Wait-free and Lock-free Queues
We have been reading the technical papers on algorithms, which take advantage of ‘compare-and-swap’ feature built in processor hardware to properly scale in multi-processor environment. The k-mer counting program Jellyfish is one of those. In this context, readers may find the following links and papers useful.
1. Wikipedia - compare and swap
In computer science, compare-and-swap (CAS) is an atomic instruction used in multithreading to achieve synchronization. It compares the contents of a memory location to a given value and, only if they are the same, modifies the contents of that memory location to a given new value. This is done as a single atomic operation. The atomicity guarantees that the new value is calculated based on up-to-date information; if the value had been updated by another thread in the meantime, the write would fail. The result of the operation must indicate whether it performed the substitution; this can be done either with a simple Boolean response (this variant is often called compare-and-set), or by returning the value read from the memory location (not the value written to it).

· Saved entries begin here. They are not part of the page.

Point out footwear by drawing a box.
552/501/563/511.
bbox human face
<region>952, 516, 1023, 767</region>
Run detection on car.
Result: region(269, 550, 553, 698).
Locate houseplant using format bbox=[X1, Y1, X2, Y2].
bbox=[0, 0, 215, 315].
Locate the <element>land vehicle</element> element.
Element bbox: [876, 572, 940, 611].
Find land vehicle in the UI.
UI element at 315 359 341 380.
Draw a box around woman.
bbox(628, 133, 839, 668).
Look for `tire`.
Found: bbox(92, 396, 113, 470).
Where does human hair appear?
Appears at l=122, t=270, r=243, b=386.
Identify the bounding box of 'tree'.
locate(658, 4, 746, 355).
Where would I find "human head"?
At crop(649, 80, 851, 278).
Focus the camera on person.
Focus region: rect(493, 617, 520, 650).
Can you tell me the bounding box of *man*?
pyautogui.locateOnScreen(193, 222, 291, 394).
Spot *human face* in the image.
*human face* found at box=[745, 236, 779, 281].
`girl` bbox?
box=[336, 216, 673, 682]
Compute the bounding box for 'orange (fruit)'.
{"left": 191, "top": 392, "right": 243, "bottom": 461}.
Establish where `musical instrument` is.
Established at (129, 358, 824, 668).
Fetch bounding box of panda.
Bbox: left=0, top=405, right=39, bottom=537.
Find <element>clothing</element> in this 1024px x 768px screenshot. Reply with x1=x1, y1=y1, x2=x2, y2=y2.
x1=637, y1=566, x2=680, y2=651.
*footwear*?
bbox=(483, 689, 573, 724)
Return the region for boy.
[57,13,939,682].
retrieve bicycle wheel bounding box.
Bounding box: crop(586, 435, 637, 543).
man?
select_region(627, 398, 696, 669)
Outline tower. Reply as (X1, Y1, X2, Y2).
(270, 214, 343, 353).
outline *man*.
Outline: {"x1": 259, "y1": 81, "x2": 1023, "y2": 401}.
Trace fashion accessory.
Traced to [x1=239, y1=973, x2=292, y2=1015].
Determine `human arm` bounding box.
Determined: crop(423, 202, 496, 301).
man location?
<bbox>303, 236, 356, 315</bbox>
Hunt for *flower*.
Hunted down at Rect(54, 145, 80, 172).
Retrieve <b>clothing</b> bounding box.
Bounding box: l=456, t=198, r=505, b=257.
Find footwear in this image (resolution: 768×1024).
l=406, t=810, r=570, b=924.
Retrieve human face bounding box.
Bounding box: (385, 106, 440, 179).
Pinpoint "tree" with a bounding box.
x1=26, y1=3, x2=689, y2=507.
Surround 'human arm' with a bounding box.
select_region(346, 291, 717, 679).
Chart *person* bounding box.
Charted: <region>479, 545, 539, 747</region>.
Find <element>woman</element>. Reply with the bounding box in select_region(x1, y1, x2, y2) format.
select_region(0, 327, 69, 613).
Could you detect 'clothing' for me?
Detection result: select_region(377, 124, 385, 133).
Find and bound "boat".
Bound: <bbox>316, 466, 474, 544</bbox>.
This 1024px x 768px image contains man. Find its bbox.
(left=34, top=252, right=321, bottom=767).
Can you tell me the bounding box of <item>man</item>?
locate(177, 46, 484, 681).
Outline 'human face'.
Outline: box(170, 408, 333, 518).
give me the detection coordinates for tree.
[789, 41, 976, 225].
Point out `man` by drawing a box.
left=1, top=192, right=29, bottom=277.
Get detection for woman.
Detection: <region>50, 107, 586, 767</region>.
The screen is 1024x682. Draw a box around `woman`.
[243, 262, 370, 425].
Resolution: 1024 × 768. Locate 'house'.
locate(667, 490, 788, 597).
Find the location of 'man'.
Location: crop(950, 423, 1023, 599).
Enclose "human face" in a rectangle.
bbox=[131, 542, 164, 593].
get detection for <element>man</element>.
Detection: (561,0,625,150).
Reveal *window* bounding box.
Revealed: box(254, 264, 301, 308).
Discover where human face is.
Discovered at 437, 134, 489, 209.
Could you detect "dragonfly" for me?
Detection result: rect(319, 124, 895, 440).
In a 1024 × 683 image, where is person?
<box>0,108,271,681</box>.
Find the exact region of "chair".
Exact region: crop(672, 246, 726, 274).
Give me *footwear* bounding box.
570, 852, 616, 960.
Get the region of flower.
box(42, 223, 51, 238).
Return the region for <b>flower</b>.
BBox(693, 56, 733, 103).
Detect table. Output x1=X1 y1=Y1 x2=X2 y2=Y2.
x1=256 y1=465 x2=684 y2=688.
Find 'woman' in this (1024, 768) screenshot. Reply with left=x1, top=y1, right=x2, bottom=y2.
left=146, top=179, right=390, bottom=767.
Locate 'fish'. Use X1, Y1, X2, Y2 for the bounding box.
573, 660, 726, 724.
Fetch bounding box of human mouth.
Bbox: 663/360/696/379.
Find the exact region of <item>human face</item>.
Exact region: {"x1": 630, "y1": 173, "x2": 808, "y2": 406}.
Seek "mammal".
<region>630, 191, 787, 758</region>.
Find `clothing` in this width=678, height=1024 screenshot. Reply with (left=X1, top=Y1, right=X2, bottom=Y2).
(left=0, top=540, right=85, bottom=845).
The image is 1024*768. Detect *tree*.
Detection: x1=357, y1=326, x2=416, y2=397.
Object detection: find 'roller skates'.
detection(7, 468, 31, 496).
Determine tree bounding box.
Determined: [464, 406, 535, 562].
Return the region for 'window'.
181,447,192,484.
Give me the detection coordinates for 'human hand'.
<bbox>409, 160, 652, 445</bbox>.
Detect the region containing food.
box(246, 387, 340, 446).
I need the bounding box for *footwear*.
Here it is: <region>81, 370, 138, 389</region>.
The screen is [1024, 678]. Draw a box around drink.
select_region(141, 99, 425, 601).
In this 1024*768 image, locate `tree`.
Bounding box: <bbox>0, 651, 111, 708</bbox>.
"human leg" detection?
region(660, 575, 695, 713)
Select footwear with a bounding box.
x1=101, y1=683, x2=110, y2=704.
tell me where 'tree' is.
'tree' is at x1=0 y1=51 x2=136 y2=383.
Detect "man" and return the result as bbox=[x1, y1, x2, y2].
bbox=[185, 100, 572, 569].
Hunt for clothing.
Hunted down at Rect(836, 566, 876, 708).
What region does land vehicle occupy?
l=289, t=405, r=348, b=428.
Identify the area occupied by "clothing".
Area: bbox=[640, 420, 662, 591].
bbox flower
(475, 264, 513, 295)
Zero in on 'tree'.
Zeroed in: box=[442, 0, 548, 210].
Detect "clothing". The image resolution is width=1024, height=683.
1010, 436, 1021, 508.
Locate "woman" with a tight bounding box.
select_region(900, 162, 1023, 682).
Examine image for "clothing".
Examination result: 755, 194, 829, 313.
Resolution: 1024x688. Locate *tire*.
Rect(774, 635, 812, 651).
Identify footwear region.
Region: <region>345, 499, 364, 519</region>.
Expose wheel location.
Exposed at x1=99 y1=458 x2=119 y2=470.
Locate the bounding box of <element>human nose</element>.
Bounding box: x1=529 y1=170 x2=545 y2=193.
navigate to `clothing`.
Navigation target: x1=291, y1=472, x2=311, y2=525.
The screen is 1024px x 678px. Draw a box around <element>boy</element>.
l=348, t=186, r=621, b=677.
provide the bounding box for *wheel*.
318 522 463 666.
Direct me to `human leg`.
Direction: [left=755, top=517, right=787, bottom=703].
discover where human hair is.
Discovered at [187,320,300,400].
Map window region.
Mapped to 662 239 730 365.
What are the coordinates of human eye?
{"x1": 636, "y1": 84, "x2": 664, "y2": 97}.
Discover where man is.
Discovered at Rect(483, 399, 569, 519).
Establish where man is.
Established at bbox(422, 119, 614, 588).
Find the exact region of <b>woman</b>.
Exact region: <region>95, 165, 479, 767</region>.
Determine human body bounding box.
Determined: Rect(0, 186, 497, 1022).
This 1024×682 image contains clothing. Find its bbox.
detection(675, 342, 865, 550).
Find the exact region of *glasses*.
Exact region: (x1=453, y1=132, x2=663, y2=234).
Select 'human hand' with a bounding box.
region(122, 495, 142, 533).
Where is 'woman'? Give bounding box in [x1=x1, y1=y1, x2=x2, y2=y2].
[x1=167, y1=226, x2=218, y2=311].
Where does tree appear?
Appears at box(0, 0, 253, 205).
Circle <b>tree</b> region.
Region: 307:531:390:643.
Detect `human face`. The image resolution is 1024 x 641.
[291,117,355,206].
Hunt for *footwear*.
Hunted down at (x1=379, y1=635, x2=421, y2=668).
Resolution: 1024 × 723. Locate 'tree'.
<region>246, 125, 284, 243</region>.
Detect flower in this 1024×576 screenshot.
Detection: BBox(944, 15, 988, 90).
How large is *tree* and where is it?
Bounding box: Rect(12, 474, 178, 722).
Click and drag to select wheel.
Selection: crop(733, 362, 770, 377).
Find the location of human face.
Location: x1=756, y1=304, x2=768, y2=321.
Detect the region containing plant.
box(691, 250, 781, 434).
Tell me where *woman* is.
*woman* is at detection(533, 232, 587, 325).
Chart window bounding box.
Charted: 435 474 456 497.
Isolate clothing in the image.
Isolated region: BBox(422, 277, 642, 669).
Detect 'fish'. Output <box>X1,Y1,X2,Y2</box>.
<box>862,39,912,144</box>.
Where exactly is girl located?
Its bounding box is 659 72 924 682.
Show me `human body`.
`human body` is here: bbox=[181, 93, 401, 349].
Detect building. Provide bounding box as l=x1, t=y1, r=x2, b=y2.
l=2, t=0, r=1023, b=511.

Drawing ideas from previous authors, we present a new non-blocking concurrent queue algorithm and a new two-lock queue algorithm in which one enqueue and one dequeue can proceed concurrently. Both algorithms are simple, fast, and practical; we were surprised not to find them in the literature. Experiments on a 12-node SGI Challenge multiprocessor indicate that the new non-blocking queue consistently outperforms the best known alternatives; it is the clear algorithm of choice for machines that provide a universal atomic primitive (e.g. compare-and-swap or load-linked/store-conditional). The two- lock concurrent queue outperforms a single lock when several processes are competing simultaneously for access; it appears to be the algorithm of choice for busy queues on machines with non-universal atomic primitives (e.g. test- and-set). Since much of the motivation for non-blocking algorithms is rooted in their immunity to large, unpredictable delays in process execution, we report experimental results both for systems with dedicated processors and for systems with several processes multiprogrammed on each processor.
3. A Methodology for Creating Fast Wait-Free Data Structures - Kogan and Petrank (2012)
The 1996 paper by Michael and Scott is really fascinating, because the algorithm is simple but elegant. In fact, the Petrank group tried to find better alternate algorithms for their wait-free queues, but then fell back on to the ~17 year old method. We will add more on the topic in a follow-up commentary.